| J. J. Monaghan. Simulating free surface flows with SPH. Journal of Computational Physics, (110):399--406, 1994. |
....OE. Spectral methods, however, are most suited for uniformly partitioned, periodic domains having structured meshes. Spectral methods can also encounter difficulties in resolving discontinuous data, where Gibbs phenomena can be problematic. Particle methods, e.g. smoothed particle hydrodynamics [120,122,123] and particle in cell [91] techniques, are quite powerful by virtue of their Lagrangian description of the fluid. They typically model the nonlinear advection terms with discrete particle motion, then rely upon finite difference, finite volume, or finite element discretization techniques for the ....
....applications and shock dynamics. Why have particle based methods not been used more often (or at all) for simulating free surface flows Because particle based methods can be prohibitively CPU and memory intensive, they have not had the ability to model incompressible flows until only recently [91, 120, 122, 123], they tend to be susceptible to subtle numerical instabilities [19] and they do not have adequate awareness and notoriety among many researchers interested in free surface flows. If sustained attention is paid to these outstanding issues (e.g. the memory use issue is addressed in [156] then ....

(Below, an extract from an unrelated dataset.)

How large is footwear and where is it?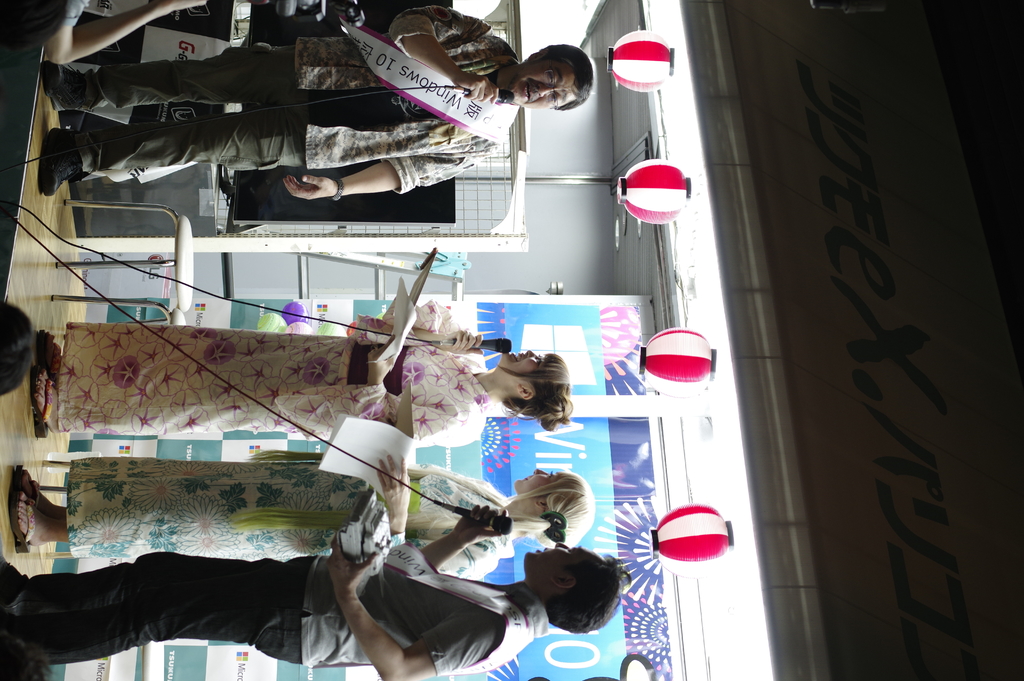
Bounding box: pyautogui.locateOnScreen(36, 129, 85, 201).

J. J. Monaghan. Simulating free surface flows with SPH. Journal of Computational Physics, 110:399--406, 1994.
No context found.
J. J. Monaghan. Simulating free surface flows with SPH. Journal of Computational Physics, (110):399--406, 1994.
No context found.
J. J. Monaghan. Simulating free surface flows with SPH. Journal of Computational Physics, (110):399--406, 1994.
No context found.
J. J. Monaghan, Simulating free-surface flows with Sph, J. Comput. Phys. 110, 399 (1994).